Reducing buyback restrictions could lower the cost of staying public, encouraging more companies to list and enhancing capital‑market depth for investors.
The United States has lost roughly 40 percent of its publicly listed firms over the past thirty years, prompting the new SEC leadership to treat the erosion of public companies as a strategic priority. While the agency’s traditional focus has been on tightening disclosure, officials now argue that excessive regulatory friction—particularly the costly compliance required for initial public offerings—discourages midsize enterprises from staying public. By easing these burdens, the SEC hopes to revive the pipeline of IPOs and preserve the diversity of capital‑raising options that underpin market depth and investor choice.
Share repurchases have become the dominant method of returning capital, outpacing dividends for five consecutive years and delivering tax‑efficient, flexible payouts. Empirical studies show that firms engaging in buybacks tend to pay higher wages, fund pension plans more robustly, and maintain larger cash buffers, contradicting narratives that buybacks erode employee compensation or corporate resilience. Yet the safe‑harbor provision of SEC Rule 10b‑18 imposes single‑broker, timing, volume and price caps that are manageable only for mega‑cap stocks with deep liquidity. Mid‑cap and smaller issuers frequently hit the 25 percent ADTV ceiling or risk front‑running, effectively locking them out of an otherwise valuable financing tool.
Policy makers therefore propose a modest amendment: permit buybacks at or below the midpoint of the NBBO rather than the current ceiling of the highest independent bid. This change would lower execution costs for mid‑cap companies, reduce predictability that high‑frequency traders exploit, and restore the original intent of the safe‑harbor—protecting issuers from manipulation while granting them pricing discretion. If adopted, the reform could broaden the pool of firms that can afford regular repurchases, improve capital allocation efficiency, and ultimately support the SEC’s broader goal of sustaining a vibrant public‑company ecosystem.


● TASK ITEM: Check every line of the entries for the string "series" and return the ones that contain it.

● MATERIAL SUPPLIED:
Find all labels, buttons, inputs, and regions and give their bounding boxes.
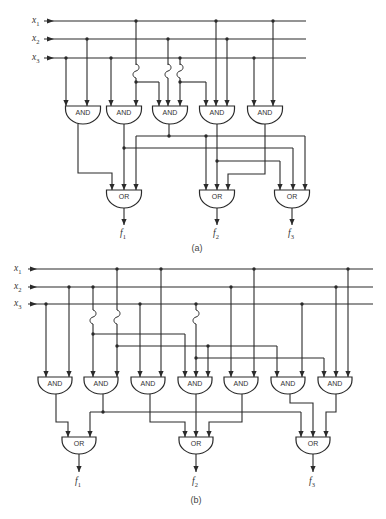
and-gate-b4: AND bbox=[178, 377, 212, 394]
arrow-down-icon bbox=[177, 100, 182, 106]
arrow-down-icon bbox=[114, 371, 119, 377]
arrow-down-icon bbox=[274, 371, 279, 377]
and-gate-b6: AND bbox=[271, 377, 305, 394]
arrow-down-icon bbox=[302, 184, 307, 190]
or-gate-b3-label: OR bbox=[308, 440, 319, 447]
crossover-hop bbox=[90, 310, 96, 324]
or-gate-a3: OR bbox=[275, 190, 310, 208]
and-gate-b6-label: AND bbox=[281, 380, 296, 387]
arrow-down-icon bbox=[165, 100, 170, 106]
arrow-down-icon bbox=[121, 219, 126, 225]
wire bbox=[150, 394, 185, 437]
arrow-down-icon bbox=[310, 466, 315, 472]
arrow-down-icon bbox=[182, 371, 187, 377]
arrow-down-icon bbox=[225, 184, 230, 190]
input-label-x1: x1 bbox=[13, 263, 21, 275]
wire bbox=[228, 124, 265, 190]
arrow-down-icon bbox=[214, 184, 219, 190]
arrow-down-icon bbox=[65, 431, 70, 437]
arrow-down-icon bbox=[333, 371, 338, 377]
output-label-f2: f2 bbox=[213, 228, 219, 240]
input-label-x2: x2 bbox=[13, 281, 21, 293]
or-gate-a2-label: OR bbox=[212, 193, 223, 200]
output-label-f1: f1 bbox=[120, 228, 126, 240]
arrow-right-icon bbox=[47, 36, 54, 41]
arrow-down-icon bbox=[270, 100, 275, 106]
wire bbox=[209, 394, 242, 437]
and-gate-a2-label: AND bbox=[117, 109, 132, 116]
arrow-down-icon bbox=[321, 371, 326, 377]
arrow-down-icon bbox=[90, 371, 95, 377]
arrow-down-icon bbox=[133, 184, 138, 190]
and-gate-b3: AND bbox=[131, 377, 165, 394]
input-label-x1: x1 bbox=[31, 15, 39, 27]
and-gate-b7: AND bbox=[318, 377, 352, 394]
and-gate-b1-label: AND bbox=[48, 380, 63, 387]
arrow-right-icon bbox=[30, 284, 37, 289]
crossover-hop bbox=[177, 64, 183, 78]
and-gate-a3-label: AND bbox=[163, 109, 178, 116]
arrow-down-icon bbox=[133, 100, 138, 106]
arrow-down-icon bbox=[224, 100, 229, 106]
or-gate-b2: OR bbox=[179, 437, 213, 454]
arrow-down-icon bbox=[298, 431, 303, 437]
and-gate-b2: AND bbox=[84, 377, 118, 394]
and-gate-b7-label: AND bbox=[328, 380, 343, 387]
arrow-right-icon bbox=[47, 55, 54, 60]
arrow-down-icon bbox=[310, 431, 315, 437]
arrow-down-icon bbox=[323, 431, 328, 437]
or-gate-b1: OR bbox=[62, 437, 96, 454]
arrow-down-icon bbox=[76, 466, 81, 472]
crossover-hop bbox=[133, 64, 139, 78]
logic-circuit-diagram: x1x2x3ANDANDANDANDANDORf1ORf2ORf3(a) x1x… bbox=[0, 0, 386, 519]
arrow-down-icon bbox=[66, 371, 71, 377]
and-gate-b2-label: AND bbox=[94, 380, 109, 387]
arrow-down-icon bbox=[193, 466, 198, 472]
or-gate-a1-label: OR bbox=[119, 193, 130, 200]
and-gate-a2: AND bbox=[107, 106, 142, 124]
crossover-hop bbox=[114, 310, 120, 324]
or-gate-b2-label: OR bbox=[191, 440, 202, 447]
output-label-f3: f3 bbox=[288, 228, 294, 240]
arrow-right-icon bbox=[30, 266, 37, 271]
wire bbox=[78, 124, 112, 190]
arrow-down-icon bbox=[156, 100, 161, 106]
arrow-down-icon bbox=[121, 184, 126, 190]
and-gate-a3: AND bbox=[153, 106, 188, 124]
arrow-down-icon bbox=[214, 219, 219, 225]
crossover-hop bbox=[193, 310, 199, 324]
and-gate-b1: AND bbox=[38, 377, 72, 394]
and-gate-b4-label: AND bbox=[188, 380, 203, 387]
or-gate-a2: OR bbox=[200, 190, 235, 208]
arrow-down-icon bbox=[345, 371, 350, 377]
arrow-down-icon bbox=[289, 219, 294, 225]
arrow-down-icon bbox=[109, 184, 114, 190]
arrow-down-icon bbox=[203, 184, 208, 190]
output-label-f1: f1 bbox=[75, 476, 81, 488]
output-label-f2: f2 bbox=[192, 476, 198, 488]
arrow-right-icon bbox=[30, 301, 37, 306]
arrow-down-icon bbox=[193, 371, 198, 377]
and-gate-b3-label: AND bbox=[141, 380, 156, 387]
and-gate-a5: AND bbox=[248, 106, 283, 124]
or-gate-a3-label: OR bbox=[287, 193, 298, 200]
panel-caption: (a) bbox=[192, 243, 203, 253]
input-label-x3: x3 bbox=[31, 52, 39, 64]
arrow-down-icon bbox=[228, 371, 233, 377]
arrow-down-icon bbox=[43, 371, 48, 377]
panel-caption: (b) bbox=[191, 495, 202, 505]
arrow-down-icon bbox=[158, 371, 163, 377]
wire bbox=[326, 394, 336, 437]
and-gate-a1-label: AND bbox=[76, 109, 91, 116]
arrow-down-icon bbox=[63, 100, 68, 106]
arrow-down-icon bbox=[206, 431, 211, 437]
arrow-down-icon bbox=[277, 184, 282, 190]
and-gate-b5: AND bbox=[224, 377, 258, 394]
and-gate-b5-label: AND bbox=[234, 380, 249, 387]
input-label-x3: x3 bbox=[13, 298, 21, 310]
arrow-down-icon bbox=[182, 431, 187, 437]
panel-b: x1x2x3ANDANDANDANDANDANDANDORf1ORf2ORf3(… bbox=[13, 263, 373, 505]
arrow-down-icon bbox=[108, 100, 113, 106]
arrow-down-icon bbox=[251, 100, 256, 106]
arrow-down-icon bbox=[137, 371, 142, 377]
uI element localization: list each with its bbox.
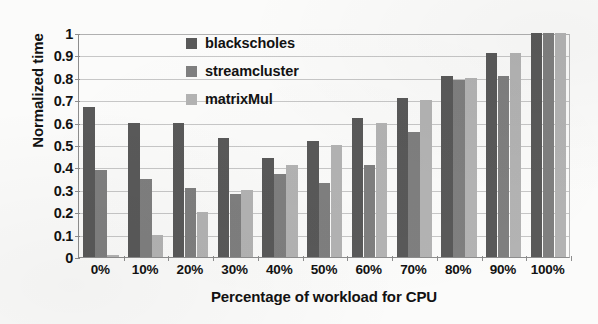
bar-matrixMul-80% — [465, 78, 476, 257]
bar-blackscholes-80% — [441, 76, 452, 257]
x-axis-tick-label: 60% — [356, 262, 382, 277]
x-axis-tick-label: 10% — [132, 262, 158, 277]
chart-figure: Normalized time 00.10.20.30.40.50.60.70.… — [0, 0, 598, 324]
y-axis-tick-label: 0.5 — [40, 138, 73, 154]
x-axis-tick-label: 100% — [531, 262, 565, 277]
x-axis-tick-label: 20% — [177, 262, 203, 277]
y-axis-tick-mark — [75, 79, 80, 80]
y-axis-tick-label: 0.7 — [40, 93, 73, 109]
y-axis-tick-mark — [75, 56, 80, 57]
x-axis-tick-label: 80% — [445, 262, 471, 277]
legend-label: streamcluster — [205, 63, 299, 79]
bar-group — [531, 34, 567, 257]
bar-matrixMul-10% — [152, 235, 163, 257]
x-axis-tick-mark — [124, 256, 125, 261]
x-axis-tick-label: 30% — [221, 262, 247, 277]
legend-item-matrixMul: matrixMul — [186, 86, 299, 112]
legend-swatch-icon — [186, 66, 197, 77]
bar-group — [441, 34, 477, 257]
y-axis-tick-mark — [75, 34, 80, 35]
bar-streamcluster-60% — [364, 165, 375, 257]
bar-streamcluster-70% — [408, 132, 419, 257]
legend-item-blackscholes: blackscholes — [186, 30, 299, 56]
y-axis-tick-mark — [75, 124, 80, 125]
plot-area — [78, 34, 570, 258]
y-axis-tick-mark — [75, 213, 80, 214]
x-axis-tick-labels: 0%10%20%30%40%50%60%70%80%90%100% — [78, 262, 570, 284]
x-axis-tick-mark — [482, 256, 483, 261]
y-axis-tick-label: 1 — [40, 26, 73, 42]
x-axis-tick-mark — [526, 256, 527, 261]
legend-swatch-icon — [186, 94, 197, 105]
y-axis-tick-mark — [75, 236, 80, 237]
y-axis-tick-mark — [75, 101, 80, 102]
bar-matrixMul-50% — [331, 145, 342, 257]
bar-blackscholes-60% — [352, 118, 363, 257]
bar-blackscholes-10% — [128, 123, 139, 257]
bar-streamcluster-0% — [95, 170, 106, 257]
x-axis-tick-mark — [258, 256, 259, 261]
x-axis-tick-mark — [168, 256, 169, 261]
y-axis-tick-label: 0.2 — [40, 205, 73, 221]
bar-streamcluster-90% — [498, 76, 509, 257]
x-axis-tick-mark — [571, 256, 572, 261]
y-axis-tick-mark — [75, 191, 80, 192]
bar-group — [128, 34, 164, 257]
y-axis-tick-mark — [75, 168, 80, 169]
bar-matrixMul-20% — [197, 212, 208, 257]
bar-blackscholes-20% — [173, 123, 184, 257]
bar-matrixMul-0% — [107, 255, 118, 257]
y-axis-tick-label: 0.9 — [40, 48, 73, 64]
bar-matrixMul-40% — [286, 165, 297, 257]
x-axis-tick-label: 90% — [490, 262, 516, 277]
legend-label: matrixMul — [205, 91, 273, 107]
y-axis-tick-mark — [75, 258, 80, 259]
x-axis-tick-label: 0% — [91, 262, 110, 277]
x-axis-tick-label: 40% — [266, 262, 292, 277]
bar-group — [307, 34, 343, 257]
x-axis-tick-label: 50% — [311, 262, 337, 277]
bar-group — [486, 34, 522, 257]
y-axis-tick-label: 0 — [40, 250, 73, 266]
bar-blackscholes-50% — [307, 141, 318, 257]
bar-matrixMul-30% — [241, 190, 252, 257]
bar-blackscholes-30% — [218, 138, 229, 257]
bar-blackscholes-90% — [486, 53, 497, 257]
bar-matrixMul-70% — [420, 100, 431, 257]
y-axis-tick-label: 0.6 — [40, 116, 73, 132]
bar-streamcluster-100% — [543, 33, 554, 257]
y-axis-tick-label: 0.1 — [40, 228, 73, 244]
legend-label: blackscholes — [205, 35, 295, 51]
legend-swatch-icon — [186, 38, 197, 49]
x-axis-tick-mark — [347, 256, 348, 261]
y-axis-tick-label: 0.8 — [40, 71, 73, 87]
bar-group — [352, 34, 388, 257]
legend-item-streamcluster: streamcluster — [186, 58, 299, 84]
bar-streamcluster-40% — [274, 174, 285, 257]
bar-streamcluster-80% — [453, 80, 464, 257]
bar-streamcluster-10% — [140, 179, 151, 257]
bar-matrixMul-60% — [376, 123, 387, 257]
y-axis-tick-label: 0.3 — [40, 183, 73, 199]
y-axis-tick-mark — [75, 146, 80, 147]
bar-blackscholes-100% — [531, 33, 542, 257]
bar-matrixMul-90% — [510, 53, 521, 257]
x-axis-tick-label: 70% — [400, 262, 426, 277]
bar-blackscholes-0% — [83, 107, 94, 257]
bar-blackscholes-40% — [262, 158, 273, 257]
x-axis-title: Percentage of workload for CPU — [78, 288, 570, 305]
bar-group — [397, 34, 433, 257]
x-axis-tick-mark — [437, 256, 438, 261]
x-axis-tick-mark — [392, 256, 393, 261]
x-axis-tick-mark — [213, 256, 214, 261]
bar-group — [83, 34, 119, 257]
y-axis-tick-labels: 00.10.20.30.40.50.60.70.80.91 — [40, 34, 73, 258]
x-axis-tick-mark — [303, 256, 304, 261]
bar-streamcluster-50% — [319, 183, 330, 257]
y-axis-tick-label: 0.4 — [40, 160, 73, 176]
bar-blackscholes-70% — [397, 98, 408, 257]
bar-streamcluster-30% — [230, 194, 241, 257]
chart-legend: blackscholesstreamclustermatrixMul — [186, 30, 299, 114]
bar-matrixMul-100% — [555, 33, 566, 257]
bar-streamcluster-20% — [185, 188, 196, 257]
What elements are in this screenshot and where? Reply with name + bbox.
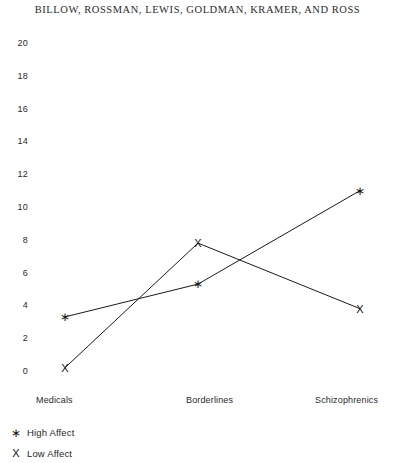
series-line <box>65 243 360 368</box>
low-affect-x-icon: X <box>8 448 24 459</box>
data-point-marker: X <box>194 238 201 249</box>
data-point-marker: ∗ <box>60 311 70 323</box>
data-point-marker: ∗ <box>193 278 203 290</box>
y-tick-label: 4 <box>2 300 28 310</box>
y-tick-label: 10 <box>2 202 28 212</box>
legend-label-high-affect: High Affect <box>27 427 74 438</box>
legend-item-low-affect: X Low Affect <box>8 445 228 462</box>
y-tick-label: 0 <box>2 366 28 376</box>
x-category-label: Borderlines <box>186 395 233 405</box>
chart-legend: ∗ High Affect X Low Affect <box>8 424 228 463</box>
y-tick-label: 2 <box>2 333 28 343</box>
data-point-marker: X <box>61 362 68 373</box>
figure-page: BILLOW, ROSSMAN, LEWIS, GOLDMAN, KRAMER,… <box>0 0 401 463</box>
y-tick-label: 20 <box>2 38 28 48</box>
x-category-label: Medicals <box>36 395 73 405</box>
chart-series-lines <box>0 0 401 400</box>
series-line <box>65 191 360 317</box>
legend-label-low-affect: Low Affect <box>27 448 72 459</box>
x-category-label: Schizophrenics <box>315 395 378 405</box>
data-point-marker: X <box>356 303 363 314</box>
chart-plot-area: 20181614121086420 MedicalsBorderlinesSch… <box>0 0 401 400</box>
high-affect-star-icon: ∗ <box>8 427 24 439</box>
data-point-marker: ∗ <box>355 185 365 197</box>
y-tick-label: 14 <box>2 136 28 146</box>
y-tick-label: 16 <box>2 104 28 114</box>
y-tick-label: 12 <box>2 169 28 179</box>
y-tick-label: 8 <box>2 235 28 245</box>
legend-item-high-affect: ∗ High Affect <box>8 424 228 441</box>
y-tick-label: 18 <box>2 71 28 81</box>
y-tick-label: 6 <box>2 268 28 278</box>
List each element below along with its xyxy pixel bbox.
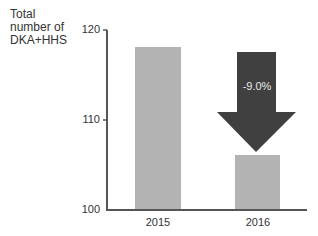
- bar-2016: [235, 155, 280, 210]
- change-label: -9.0%: [232, 80, 282, 92]
- x-tick-2015: 2015: [128, 216, 188, 228]
- x-tick-2016: 2016: [228, 216, 288, 228]
- chart-plot: [0, 0, 318, 236]
- down-arrow-icon: [217, 52, 296, 152]
- bar-2015: [135, 47, 181, 210]
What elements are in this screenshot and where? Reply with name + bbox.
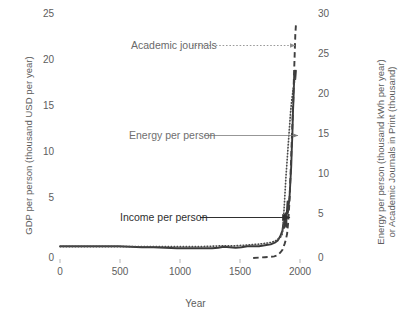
annotation-academic-journals: Academic journals xyxy=(131,39,217,51)
y-axis-right-title-line2: or Academic Journals in Print (thousand) xyxy=(386,66,398,237)
y-right-tick-5: 5 xyxy=(318,208,342,219)
y-right-tick-30: 30 xyxy=(318,8,342,19)
x-tick-1000: 1000 xyxy=(160,266,200,277)
y-right-tick-25: 25 xyxy=(318,48,342,59)
y-left-tick-20: 20 xyxy=(32,54,54,65)
annotation-income-per-person: Income per person xyxy=(120,211,208,223)
y-right-tick-10: 10 xyxy=(318,168,342,179)
series-academic-journals xyxy=(253,25,296,258)
y-left-tick-15: 15 xyxy=(32,100,54,111)
x-tick-500: 500 xyxy=(100,266,140,277)
y-left-tick-25: 25 xyxy=(32,8,54,19)
y-axis-right-title: Energy per person (thousand kWh per year… xyxy=(374,42,398,262)
y-left-tick-5: 5 xyxy=(32,192,54,203)
x-tick-1500: 1500 xyxy=(220,266,260,277)
y-axis-left-title: GDP per person (thousand USD per year) xyxy=(23,36,34,256)
x-axis-title: Year xyxy=(0,298,391,309)
y-left-tick-0: 0 xyxy=(32,252,54,263)
y-axis-right-title-line1: Energy per person (thousand kWh per year… xyxy=(375,59,387,244)
y-right-tick-15: 15 xyxy=(318,128,342,139)
y-right-tick-20: 20 xyxy=(318,88,342,99)
y-left-tick-10: 10 xyxy=(32,146,54,157)
y-right-tick-0: 0 xyxy=(318,252,342,263)
x-axis-ticks xyxy=(60,259,300,263)
x-tick-2000: 2000 xyxy=(280,266,320,277)
x-tick-0: 0 xyxy=(40,266,80,277)
annotation-energy-per-person: Energy per person xyxy=(129,129,215,141)
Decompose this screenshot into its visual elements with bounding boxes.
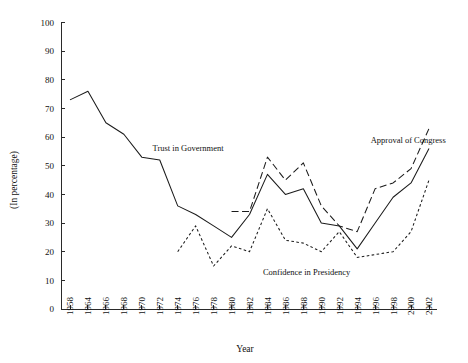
x-tick-label: 1998	[389, 297, 399, 316]
x-tick-label: 1974	[173, 297, 183, 316]
y-tick-label: 70	[45, 104, 55, 114]
x-tick-label: 1964	[83, 297, 93, 316]
x-tick-label: 1978	[209, 297, 219, 316]
x-axis-title: Year	[236, 344, 254, 354]
series-line-trust-in-government	[70, 91, 429, 249]
y-tick-label: 0	[50, 304, 55, 314]
x-tick-label: 2002	[424, 297, 434, 315]
y-axis: 0102030405060708090100	[41, 18, 66, 315]
y-tick-label: 60	[45, 132, 55, 142]
x-tick-label: 1982	[245, 297, 255, 315]
x-tick-label: 1996	[371, 297, 381, 316]
x-tick-label: 1994	[353, 297, 363, 316]
y-tick-label: 10	[45, 276, 55, 286]
y-tick-label: 100	[41, 18, 55, 28]
series-label-confidence-in-presidency: Confidence in Presidency	[263, 267, 351, 277]
series-line-confidence-in-presidency	[178, 180, 429, 266]
x-tick-label: 1990	[317, 297, 327, 316]
series-label-trust-in-government: Trust in Government	[153, 143, 225, 153]
series-labels: Trust in GovernmentConfidence in Preside…	[153, 135, 446, 277]
x-tick-label: 1970	[137, 297, 147, 316]
y-tick-label: 90	[45, 46, 55, 56]
y-tick-label: 20	[45, 247, 55, 257]
y-tick-label: 80	[45, 75, 55, 85]
x-tick-label: 1968	[119, 297, 129, 316]
y-tick-label: 50	[45, 161, 55, 171]
x-axis: 1958196419661968197019721974197619781980…	[61, 297, 437, 316]
x-tick-label: 1992	[335, 297, 345, 315]
x-tick-label: 1958	[65, 297, 75, 316]
x-tick-label: 1976	[191, 297, 201, 316]
series-lines	[70, 91, 429, 266]
y-axis-title: (In percentage)	[9, 151, 20, 209]
y-tick-label: 40	[45, 190, 55, 200]
x-tick-label: 1988	[299, 297, 309, 316]
series-label-approval-of-congress: Approval of Congress	[371, 135, 446, 145]
x-tick-label: 1980	[227, 297, 237, 316]
x-tick-label: 1986	[281, 297, 291, 316]
x-tick-label: 1966	[101, 297, 111, 316]
chart-container: 0102030405060708090100 19581964196619681…	[0, 0, 468, 363]
x-tick-label: 1972	[155, 297, 165, 315]
y-tick-label: 30	[45, 218, 55, 228]
x-tick-label: 1984	[263, 297, 273, 316]
line-chart: 0102030405060708090100 19581964196619681…	[0, 0, 468, 363]
x-tick-label: 2000	[406, 297, 416, 316]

● TASK RESPONSE:
series-line <box>65 243 360 368</box>
chart-series-lines <box>0 0 401 400</box>
series-line <box>65 191 360 317</box>
series-academic-journals xyxy=(253,25,296,258)
series-line-trust-in-government	[70, 91, 429, 249]
series-label-confidence-in-presidency: Confidence in Presidency	[263, 267, 351, 277]
series-line-confidence-in-presidency	[178, 180, 429, 266]
series-label-trust-in-government: Trust in Government	[153, 143, 225, 153]
series-labels: Trust in GovernmentConfidence in Preside…	[153, 135, 446, 277]
series-lines	[70, 91, 429, 266]
series-label-approval-of-congress: Approval of Congress	[371, 135, 446, 145]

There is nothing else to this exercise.